Why, oh why, would we watch The House of Eliott, a BBC costume drama that aired for three seasons nearly fifteen years ago?
How could we possibly have been sucked in by a show that has no profanity, no sex, very little violence - and not one chase scene! It’s just a soap opera, after all, one that takes place in the 1920s right after World War I in London. The Eliotts of the title are two attractive sisters whose widowed father dies in the first episode and leaves them penniless.
Whatever will they do? They have been sheltered all their lives, have neither attended school nor been trained to do anything useful at all. They’re too uppercrust to take in laundry or to work as someone’s personal assistant, although the older sister does indeed take such a job with the man who will eventually become her husband. Coincidence? I think not.
All the sisters know is how to design dresses. Cooped up inside their family home, they’ve done nothing but draw pictures and make their own clothes, which are fairly haute, considering they don’t know much couture.
Compelling? Not from that description, no, but in practice, this show captivated us from the very first episode. We couldn’t wait for Netflix to deliver us the discs. We tried very hard to avoid learning anything more from the web about the show, preferring to discover it as the Brits did over a dozen years ago.
We laughed and cried, were outraged and thrilled. We fell in love with Miss Bea and Miss Evie. And when it was over, when we had watched the final episode - crestfallen that there would be no more - we went through massive withdrawal. We scoured the web and found a British show called “French and Saunders” had done a few very funny parodies of the show, calling it the “House of Idiots.” We sighed, loving the parody despite the good-natured ribbing the comediennes gave our precious Eliott sisters. Even this satisfied our craving.
But now, there is truly no more. And we miss it ever-so-much.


§ Work to complete
Set down the line that contains "This screenshot has height=702, width=1518." and every line after it to the end of the entries, exactly as they stand and nothing more.
<<<<
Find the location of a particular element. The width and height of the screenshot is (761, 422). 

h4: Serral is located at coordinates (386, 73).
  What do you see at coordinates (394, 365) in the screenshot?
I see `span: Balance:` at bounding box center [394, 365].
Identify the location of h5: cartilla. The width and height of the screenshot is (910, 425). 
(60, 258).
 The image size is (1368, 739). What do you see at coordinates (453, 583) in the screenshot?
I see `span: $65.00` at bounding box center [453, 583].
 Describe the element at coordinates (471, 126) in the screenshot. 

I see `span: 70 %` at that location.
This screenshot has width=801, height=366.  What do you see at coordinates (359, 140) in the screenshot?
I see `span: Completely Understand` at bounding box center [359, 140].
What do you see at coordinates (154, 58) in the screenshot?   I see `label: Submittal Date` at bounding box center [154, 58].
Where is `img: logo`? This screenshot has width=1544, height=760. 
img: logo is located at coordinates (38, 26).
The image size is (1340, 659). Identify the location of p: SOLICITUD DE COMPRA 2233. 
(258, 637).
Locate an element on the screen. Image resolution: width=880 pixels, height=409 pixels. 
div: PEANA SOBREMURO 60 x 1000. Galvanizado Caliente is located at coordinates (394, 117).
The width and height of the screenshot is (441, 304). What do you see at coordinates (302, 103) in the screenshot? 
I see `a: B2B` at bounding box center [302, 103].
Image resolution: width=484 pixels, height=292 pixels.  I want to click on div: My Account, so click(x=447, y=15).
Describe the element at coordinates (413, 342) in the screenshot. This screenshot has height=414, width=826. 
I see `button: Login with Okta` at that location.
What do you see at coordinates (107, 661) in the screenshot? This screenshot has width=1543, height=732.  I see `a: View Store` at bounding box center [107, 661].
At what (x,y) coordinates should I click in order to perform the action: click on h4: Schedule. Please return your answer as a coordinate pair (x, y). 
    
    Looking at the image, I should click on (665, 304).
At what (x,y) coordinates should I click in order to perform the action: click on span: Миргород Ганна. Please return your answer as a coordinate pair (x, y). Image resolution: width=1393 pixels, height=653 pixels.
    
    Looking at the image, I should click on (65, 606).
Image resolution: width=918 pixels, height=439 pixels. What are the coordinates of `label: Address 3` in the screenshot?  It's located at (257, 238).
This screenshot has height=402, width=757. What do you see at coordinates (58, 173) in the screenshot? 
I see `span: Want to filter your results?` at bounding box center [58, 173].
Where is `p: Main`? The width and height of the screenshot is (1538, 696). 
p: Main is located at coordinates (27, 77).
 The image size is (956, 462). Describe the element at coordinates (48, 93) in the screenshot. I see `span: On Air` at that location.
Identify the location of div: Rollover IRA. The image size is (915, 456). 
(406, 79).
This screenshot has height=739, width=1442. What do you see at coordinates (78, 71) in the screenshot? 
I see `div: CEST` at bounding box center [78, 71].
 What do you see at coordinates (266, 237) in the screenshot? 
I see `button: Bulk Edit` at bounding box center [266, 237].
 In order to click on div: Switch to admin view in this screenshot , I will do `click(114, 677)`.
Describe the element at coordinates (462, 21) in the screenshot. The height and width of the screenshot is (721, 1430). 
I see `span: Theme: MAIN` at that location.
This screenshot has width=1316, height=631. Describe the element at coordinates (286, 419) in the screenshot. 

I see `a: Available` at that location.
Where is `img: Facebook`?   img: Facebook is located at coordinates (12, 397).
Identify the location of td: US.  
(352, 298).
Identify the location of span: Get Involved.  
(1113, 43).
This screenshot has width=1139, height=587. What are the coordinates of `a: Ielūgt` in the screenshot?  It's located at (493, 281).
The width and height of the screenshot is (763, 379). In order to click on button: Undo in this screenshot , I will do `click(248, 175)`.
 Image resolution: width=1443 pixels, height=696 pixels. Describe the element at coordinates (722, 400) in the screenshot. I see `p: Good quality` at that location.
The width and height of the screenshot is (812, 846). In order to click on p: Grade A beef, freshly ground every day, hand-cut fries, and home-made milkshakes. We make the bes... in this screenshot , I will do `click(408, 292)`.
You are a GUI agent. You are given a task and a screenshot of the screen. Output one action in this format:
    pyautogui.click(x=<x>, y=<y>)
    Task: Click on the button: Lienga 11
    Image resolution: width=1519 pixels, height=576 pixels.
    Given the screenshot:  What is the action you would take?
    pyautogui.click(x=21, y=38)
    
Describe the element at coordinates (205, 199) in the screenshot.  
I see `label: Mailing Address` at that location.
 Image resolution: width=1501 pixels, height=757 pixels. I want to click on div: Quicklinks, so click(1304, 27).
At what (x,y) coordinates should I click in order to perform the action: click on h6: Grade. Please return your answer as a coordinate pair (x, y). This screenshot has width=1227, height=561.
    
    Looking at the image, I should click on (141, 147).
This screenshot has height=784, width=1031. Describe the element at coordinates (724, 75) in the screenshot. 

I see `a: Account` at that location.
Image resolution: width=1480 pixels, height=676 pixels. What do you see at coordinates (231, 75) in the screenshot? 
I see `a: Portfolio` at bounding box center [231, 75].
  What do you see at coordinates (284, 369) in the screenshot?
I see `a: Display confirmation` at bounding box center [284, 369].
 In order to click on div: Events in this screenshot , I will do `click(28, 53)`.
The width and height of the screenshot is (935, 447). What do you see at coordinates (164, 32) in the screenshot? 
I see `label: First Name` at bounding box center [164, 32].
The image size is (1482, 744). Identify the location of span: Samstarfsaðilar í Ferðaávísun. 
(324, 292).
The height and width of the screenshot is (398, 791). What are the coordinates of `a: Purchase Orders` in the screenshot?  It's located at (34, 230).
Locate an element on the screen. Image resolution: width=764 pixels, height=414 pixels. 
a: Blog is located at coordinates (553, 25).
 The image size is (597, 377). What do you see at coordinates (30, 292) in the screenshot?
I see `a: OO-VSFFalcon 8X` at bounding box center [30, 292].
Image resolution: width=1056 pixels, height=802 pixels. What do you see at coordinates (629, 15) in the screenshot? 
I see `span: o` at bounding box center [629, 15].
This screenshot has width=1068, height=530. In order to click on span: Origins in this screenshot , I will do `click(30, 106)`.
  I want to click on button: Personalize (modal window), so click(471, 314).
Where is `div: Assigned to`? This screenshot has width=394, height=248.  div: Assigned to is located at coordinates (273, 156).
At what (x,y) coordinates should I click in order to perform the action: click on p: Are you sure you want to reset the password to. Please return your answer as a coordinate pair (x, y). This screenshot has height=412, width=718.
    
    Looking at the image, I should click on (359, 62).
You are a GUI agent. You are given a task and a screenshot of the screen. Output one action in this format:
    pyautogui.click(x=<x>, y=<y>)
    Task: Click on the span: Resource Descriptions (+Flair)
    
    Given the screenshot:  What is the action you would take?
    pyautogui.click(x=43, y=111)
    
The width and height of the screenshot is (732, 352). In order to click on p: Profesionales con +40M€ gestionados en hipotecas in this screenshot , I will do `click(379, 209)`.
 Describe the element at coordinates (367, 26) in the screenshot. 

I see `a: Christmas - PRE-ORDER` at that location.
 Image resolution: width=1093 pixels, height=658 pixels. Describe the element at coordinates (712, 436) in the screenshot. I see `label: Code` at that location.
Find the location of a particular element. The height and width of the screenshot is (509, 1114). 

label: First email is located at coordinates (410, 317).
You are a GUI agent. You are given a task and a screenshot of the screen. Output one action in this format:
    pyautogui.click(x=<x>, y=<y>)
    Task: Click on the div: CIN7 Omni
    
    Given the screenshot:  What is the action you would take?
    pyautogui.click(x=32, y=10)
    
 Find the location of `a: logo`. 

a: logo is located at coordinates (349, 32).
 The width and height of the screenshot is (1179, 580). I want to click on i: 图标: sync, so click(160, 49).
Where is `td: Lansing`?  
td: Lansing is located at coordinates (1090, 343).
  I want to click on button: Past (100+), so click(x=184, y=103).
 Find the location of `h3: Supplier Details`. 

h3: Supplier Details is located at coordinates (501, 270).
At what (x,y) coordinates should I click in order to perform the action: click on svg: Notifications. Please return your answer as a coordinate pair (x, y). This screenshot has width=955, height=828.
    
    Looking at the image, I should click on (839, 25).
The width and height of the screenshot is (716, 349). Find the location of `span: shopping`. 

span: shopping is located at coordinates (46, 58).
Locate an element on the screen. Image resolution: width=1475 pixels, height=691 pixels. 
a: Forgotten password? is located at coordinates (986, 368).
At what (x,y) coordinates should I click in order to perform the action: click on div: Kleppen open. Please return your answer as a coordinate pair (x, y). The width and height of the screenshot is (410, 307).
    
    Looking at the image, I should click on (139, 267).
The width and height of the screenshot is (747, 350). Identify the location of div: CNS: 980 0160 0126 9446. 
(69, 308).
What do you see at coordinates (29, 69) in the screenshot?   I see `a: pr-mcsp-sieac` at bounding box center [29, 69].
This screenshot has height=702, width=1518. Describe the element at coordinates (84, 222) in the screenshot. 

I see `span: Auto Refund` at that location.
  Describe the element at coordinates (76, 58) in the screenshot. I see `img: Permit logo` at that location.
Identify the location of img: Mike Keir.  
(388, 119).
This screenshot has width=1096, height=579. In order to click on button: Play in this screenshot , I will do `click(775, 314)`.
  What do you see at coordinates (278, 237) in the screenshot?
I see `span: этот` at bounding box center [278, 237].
>>>>
§ Answer space
This screenshot has height=702, width=1518. Describe the element at coordinates (84, 222) in the screenshot. 

I see `span: Auto Refund` at that location.
  Describe the element at coordinates (76, 58) in the screenshot. I see `img: Permit logo` at that location.
Identify the location of img: Mike Keir.  
(388, 119).
This screenshot has width=1096, height=579. In order to click on button: Play in this screenshot , I will do `click(775, 314)`.
  What do you see at coordinates (278, 237) in the screenshot?
I see `span: этот` at bounding box center [278, 237].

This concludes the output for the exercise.